The cultural ga ga-ness over sports creates destructive myths. One of them is the notion that Coors Field is responsible for the transformation of LoDo from a crime-infested wasteland into the developer's paradise it became as expensive lofts and restaurants were built.

The truth is that Coors Field actually hurt lower downtown Denver, in a big way. By the time Coors Field opened in 1995, lofts and businesses, including Hick's Wynkoop Brewery, were already multiplying.

Artists were living and working in LoDo (so named by Denver Post columnist Dick Kreck in 1983, way before the ballpark was built).

You could walk around and find galleries with cutting-edge work, not just the establishment galleries you find today -- and even these are fleeing LoDo. Westword's offices were in LoDo. How hip is that, especially then?

There were empty buildings, for sure, but the area was growing slowly and tastefully. It had already become an Historic District in 1987. (Lodo's official historic designation, preserving old buildings in the area, did more for Lodo than anything else, since old buildings were being demolished by developers at the time.)

There were bars, like El Chapultepek and others, that were run-down and dirty, but you wouldn't say they were soulless, like the sports bars that cluster around Coors Field today -- and spill out into the entire area. On the contrary, the dive bars and characters therein were vintage Denver.

If there was no Coors Field, life would be better in Lodo.

The development of the area would have been slower, but that would have been a good thing, as a more diverse group of loft owners could have bought into the area. More varied and funky restaurants would have been established -- and maybe they could have afforded to stay. Parking would be easier, and you'd still get plenty of people coming to LoDo to play and eat, with all the other entertainment venues, from the DCPA to Pepsi Center close by, but not in LoDo's back yard.

In any case, you can be sure that the area would have thrived anyway, even if the today's mob mentality and formulaic quality of the bars, with the big TVs that you can see from the street, would have come anyway -- as they have in other historic parts of other cities, even without a baseball stadium.

Still, the myth persists that Coors Field was the savior of LoDo. And, no surprise, the Rockies promote it. I was touring the ballpark last week with my baseball-crazed son, holding my nose as we toured the suites, and the tour guide told us that before the existence of Coors Field, there was nothing in lower downtown to speak of. And now we have all these expensive lofts around the area, she said.

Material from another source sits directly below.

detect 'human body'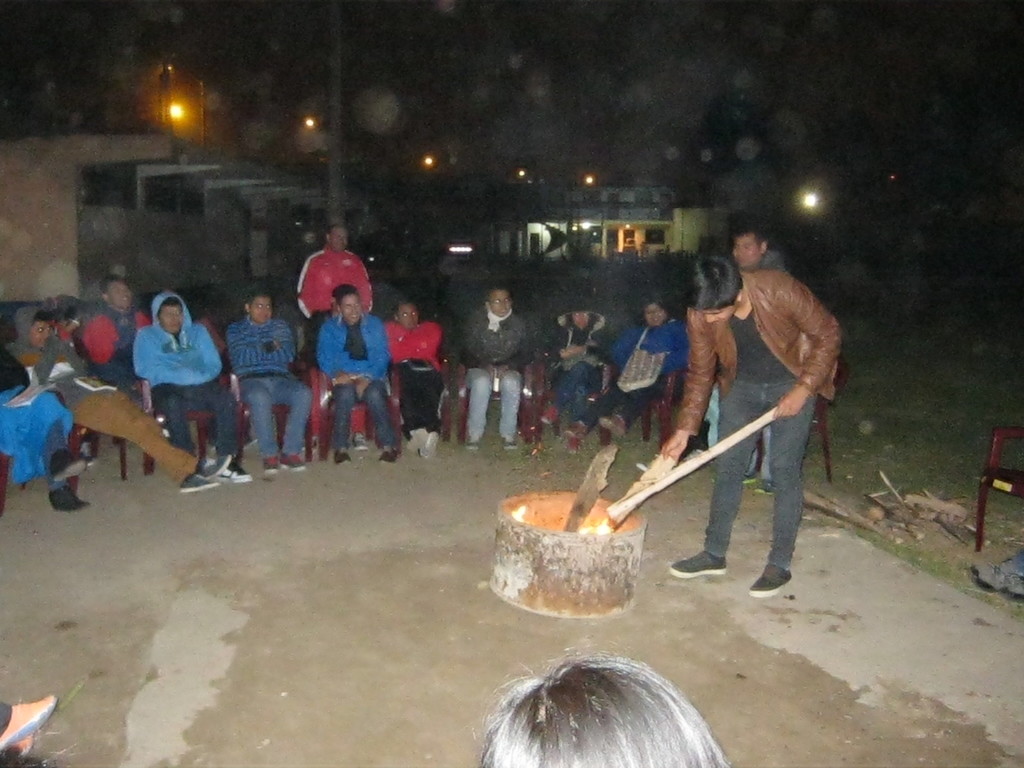
[387,320,439,464]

To her credit, she reminded us that Coors Field was built with a temporary tax (corporate welfare) that was later extended to fund the construction of the new football stadium, hooray, hooray.

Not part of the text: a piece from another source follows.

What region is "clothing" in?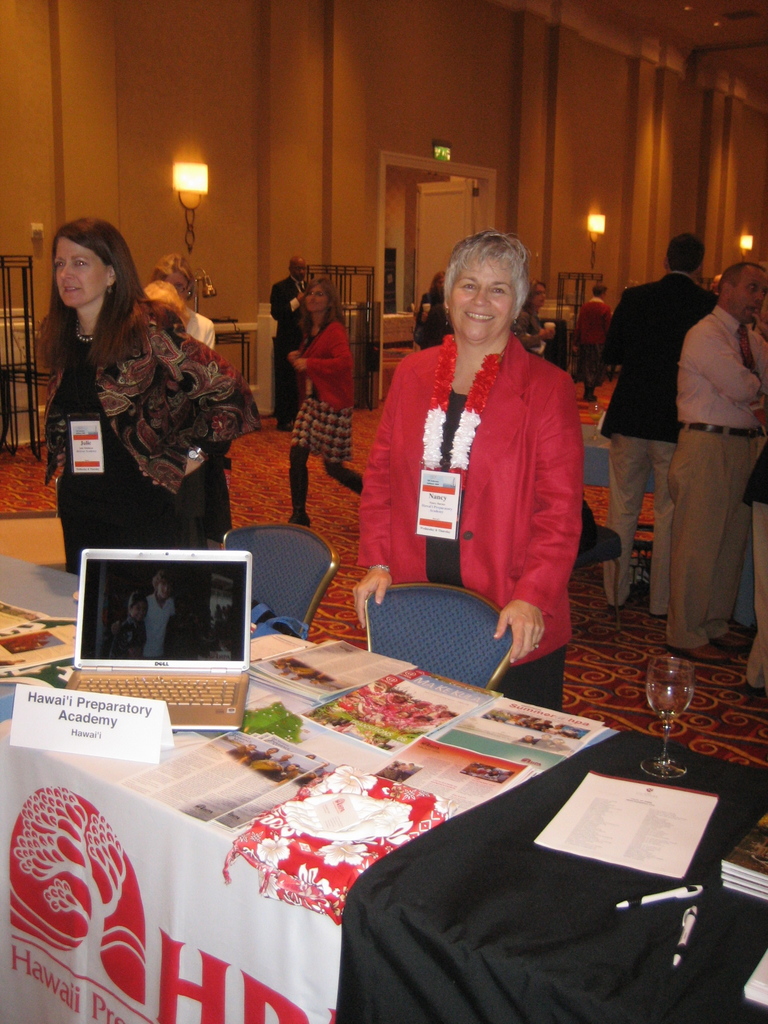
(left=242, top=749, right=269, bottom=769).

In fact, hooray, hooray is exactly how they want you to feel. That's the marketing goal of the Colorado Rockies and the giant corporate interests and super-rich individuals that make so much money on sports in America.

They want us to feel good about the home team, for as long and as deeply as possibly. And right now in Denver we're feeling good about the Rockies.

And a lot of people feel good about LoDo. But please, Coors Field and the Rockies have actually degraded LoDo, not led its revival.